How much can I realistically improve my score on a retake?
Most retakers see a 1-3 point improvement per section (2-6 points total) with focused preparation. Larger improvements (10+ points overall) typically occur when the first attempt had significant preparation gaps, test-day issues, or when you invest 100+ hours in targeted weak-area practice. The key is strategic gap analysis between attempts—not just "studying harder" but studying differently.
How long should I wait between GRE attempts for meaningful improvement?

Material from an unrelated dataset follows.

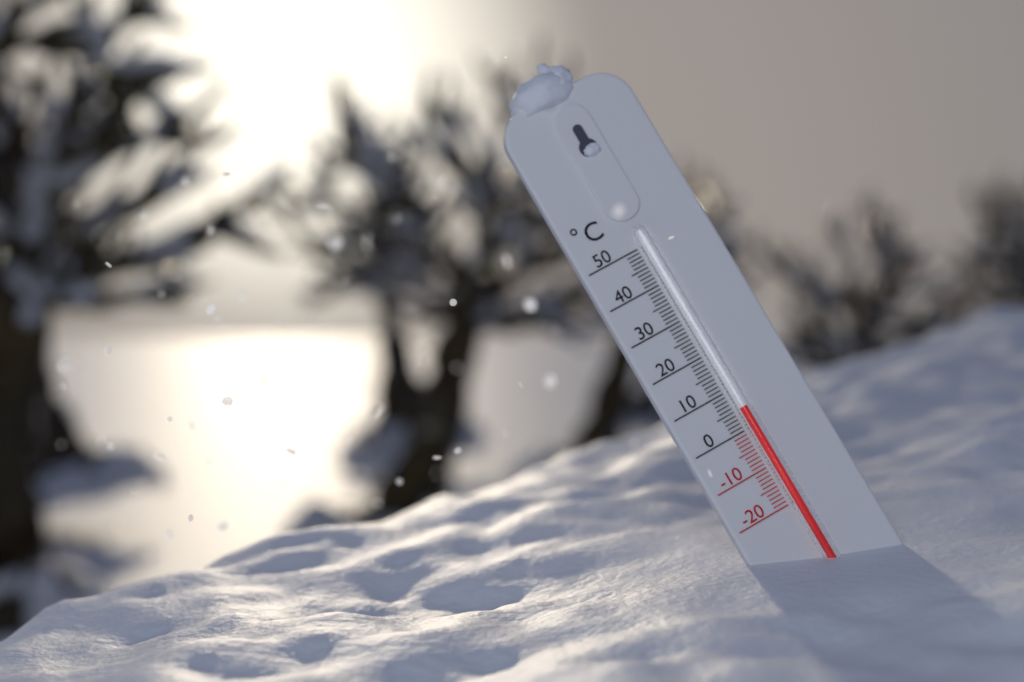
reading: 5 °C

While the mandatory waiting period is 21 days, realistic improvement requires 8-12 weeks. This allows time for proper error analysis, targeted preparation, and full-length practice tests under real conditions. Rushing a retake in 3-4 weeks rarely yields better results because you haven't given yourself time to address fundamental weaknesses or build new strategies.
What should I do differently when preparing for a retake?
Start with ruthless error analysis of your first attempt—categorise mistakes by type (conceptual gaps vs. careless errors vs. time pressure). Focus preparation on your documented weak areas, not comfort zones. Simulate full-length tests under real conditions (same time of day, on-screen calculator only, proper breaks). Build mental strategies for test-day anxiety. The goal isn't to study harder—it's to study smarter based on what specifically went wrong the first time.
Should I retake if my score is close to my target programme's average?
If you're within 3-5 points of your programme's average admitted score, consider whether retaking is the highest-value use of your time. At that level, strengthening other application components (research experience, statement of purpose, recommendation letters) often has more impact than marginal GRE improvements. However, if you're applying to highly competitive programmes where every advantage matters, and you've identified clear improvement areas, a strategic retake could be worthwhile.
What if I score lower on my retake than my first attempt?
Score decreases happen, often due to increased pressure or preparation burnout. This is why ScoreSelect exists—you can choose to send only your higher score. Before retaking, ensure you've genuinely addressed what went wrong the first time rather than hoping for better luck. If anxiety about scoring lower is causing significant stress, evaluate whether the potential 3-5 point improvement justifies the mental toll, especially if your first score already meets programme minimums.
Making Your Decision
So, should you retake the GRE?
Here's the honest framework:
Retake if:
- Your score falls short of programme requirements
- You had legitimate test-day disruptions
- You didn't prepare strategically the first time
- Your practice scores were consistently 10+ points higher
- You can dedicate 8-12 weeks to focused, strategic preparation
Don't retake if:
- Your score is already competitive for your target programmes
- You can't identify specific improvement areas
- Application deadlines don't allow proper preparation time
- You're chasing marginal improvements at the cost of other application components
The GRE is important, but it's one piece of your application story.
Sometimes, the best decision is to accept a good-enough score and channel your energy into research, networking, and crafting a compelling narrative about why you're the right fit for your programme.
Other times, a strategic retake is exactly what your application needs.
The choice is yours. Make it based on data, not anxiety.